The Past Always Comes Knocking: Why Michael Todd’s “Family Troubles” Matter in the Liberty School Recall
- Arizona Pulse

- Oct 23, 2025
- 2 min read
Updated: Dec 22, 2025

Arizona voters have short memories, but sometimes, the past doesn’t stay buried for long. Take Michael Todd, now a familiar name again as the embattled board president of Liberty Elementary School District. The same man who’s facing a recall effort from furious parents and educators today is the very same Michael Todd whose “family troubles” dominated front pages back in 2008, when he was running for mayor of Buckeye.
At the time, Todd was a self-proclaimed “family man” who admitted to spanking his 10-year-old stepdaughter with a belt hard enough to leave marks and slapping his infant daughter after she bit him while he was half asleep. He told the Arizona Republic that the belt “slipped” and that these incidents didn’t make him unfit for leadership. His wife filed for a restraining order, citing repeated domestic altercations and police involvement, only to later walk it back once his campaign came under fire.
He wanted voters to “move on.” Now, almost twenty years later, it looks like the voters of Liberty Elementary aren’t so willing to oblige.
The recall campaign brewing in Liberty is about accountability, integrity, and leadership, but it’s also about patterns. Todd’s leadership style has been described by staff and parents as hostile, retaliatory, and unstable. Teachers have left the district in droves. Parents have accused the board of stonewalling, intimidation, and backroom decision-making. Sound familiar? It should. The same temperament that once made headlines for explosive behavior at home has now reared its head in a public school system, and the community is saying “enough.”
Todd’s defenders claim this recall is politically motivated. But if you look closer, it’s about something much deeper: character. The man’s public record from his personal conduct in Buckeye to his combative behavior in Liberty, tells a consistent story. Leadership isn’t just about policy votes or budgets; it’s about how someone treats the people around them when they hold power.
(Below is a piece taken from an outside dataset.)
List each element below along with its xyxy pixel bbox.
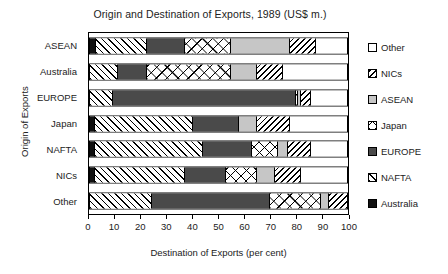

In 2008, Todd brushed off concerns about his fitness to lead, insisting his “personal struggles” didn’t reflect his professional judgment. Today, as teachers flee and parents demand his removal, that same dismissal is on full display. History isn’t repeating, it’s just catching up.
Can someone who once justified violence in the home be trusted to foster safety, transparency, and trust in our schools? Can someone who spent years dodging accountability suddenly be expected to model it for our children?
For years, Todd has relied on short memories and second chances. But in Buckeye, voters passed. In Liberty, it looks like they’re ready to do the same.
Because at the end of the day, “family values” aren’t something you print on a campaign flyer. They’re something you live by, and Michael Todd’s record speaks for itself.